3. High injection rates result in more effective seques- We have also investigated the impact of trapping and
tration of the CO2 . A shorter injection period leaves relative permeability hysteresis in the context of CO2 se-
less time for the buoyant CO2 to reach the top of the questration projects in saline aquifers. We have provided
formation, from which it is difficult to immobilize. conclusive evidence that hysteresis is an order-one factor
in the prediction of the migration and final distribution of
4. Injection of a water slugs after CO2 injection increases the CO2 . Trapping of the CO2 occurs during the upwards
the effectiveness of the sequestration project. The in- migration of the CO2 plume, but only after injection has
jected water forces break-up of large connected CO2 stopped and the trailing edge of the plume is naturally be-
plumes, enhancing trapping and immobilization of the ing displaced by water. This imbibition process leads to
CO2 . A similar behavior would be observed if there trapping of the CO2 . A trail of residual CO2 is left be-
were a regional groundwater flow. hind as the plume migrates upwards. We have shown that
hysteresis effects have a very favorable effect on the effec-
Conclusions and outlook tiveness of CO2 sequestration. From the point of view of
the design of a CO2 project, we have shown that trapping
We have presented a new model of trapping and water- of the CO2 can be enhanced by: (1) operating at high in-
flood relative permeability. Development of the model jection rates, and (2) alternatively injecting water and CO2
is motivated by the inability of existing models to cap- in the spirit of classical WAG for enhanced oil recovery.
ture the trends observed for intermediate-wet and oil-wet
media. Due to scarcity of reliable experimental data, we
have used pore-network simulation as a means to predict
the trends in trapping and relative permeability hystere-
sis. The new model is able to capture two key features of
18 E. J. SPITERI, R. JUANES, M. J. BLUNT AND F. M. ORR, Jr.

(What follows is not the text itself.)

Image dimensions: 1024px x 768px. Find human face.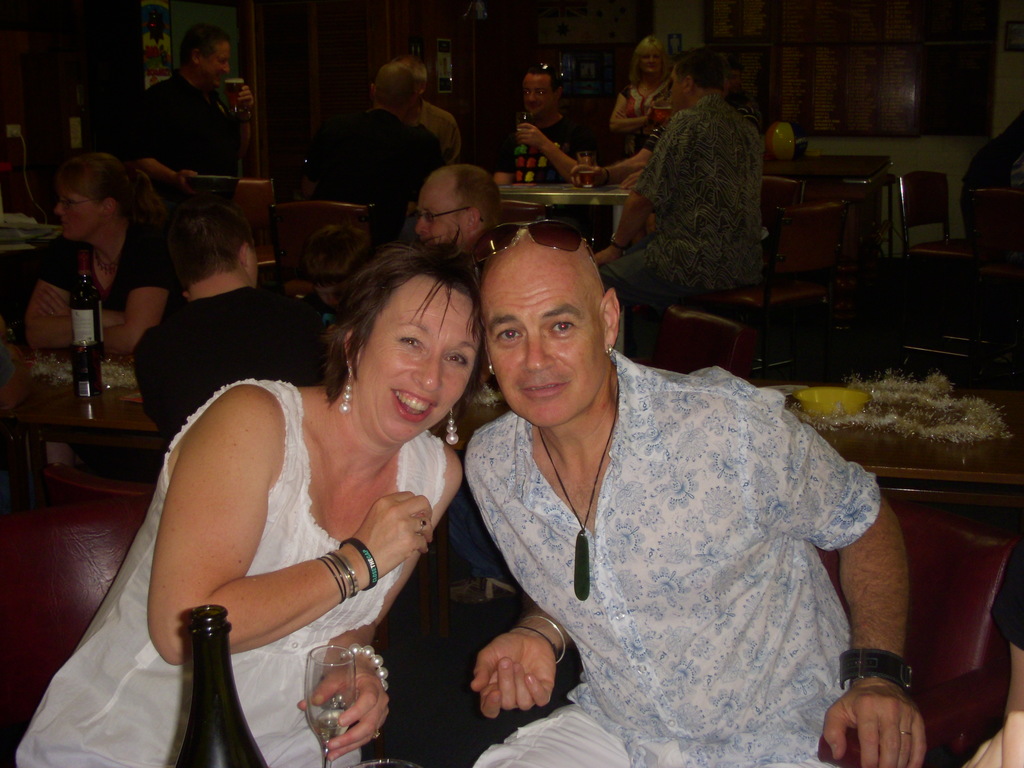
[670, 63, 686, 113].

SPE 96448
INJ-07 INJ-07
INJ-03 INJ-03
INJ-02 INJ-02
INJ-08 INJ-08
INJ-06 INJ-06
INJ-04 INJ-04
INJ-05 INJ-05
INJ-01
INJ-01
0.3 0.4 0.5 0.6 0.7 0.8 0.9 1 0.3 0.4 0.5 0.6 0.7 0.8 0.9 1
Fig. 28— Water saturation distributions after 50 years from the beginning of CO2 injection. Left: results from Case 3 (no water
injection). Right: results from Case 4 (water injection after CO2 injection).
Sg
Sg
0.1
0.4 0.3
0.2
0.05
0.2
0.1
0 0 0
0 10 20 30 40 50 0 10 20 30 40 50 0 10 20 30 40 50
years years years
Fig. 29— Evolution of CO2 saturations at the three “observation” gridblocks for Case 3 (no water injection) and Case 4 (water
injection after CO2 injection).
Nomenclature Acknowledgements
EJS, RJ and FMO gratefully acknowledge financial sup-
Roman letters port from the industrial affiliates of the Stanford University
b exponent parameter in Jerauld’s trapping model Petroleum Research Institute for Gas Injection (SUPRI-C)
C Land trapping coefficient and support from the Global Climate and Energy Project
Io Amott oil wettability index (GCEP). MJB would like to thank the sponsors of the
Iw Amott water wettability index Imperial College Consortium on Pore-Scale Modelling and
Iwo Amott–Harvey wettability index the NERC for funding.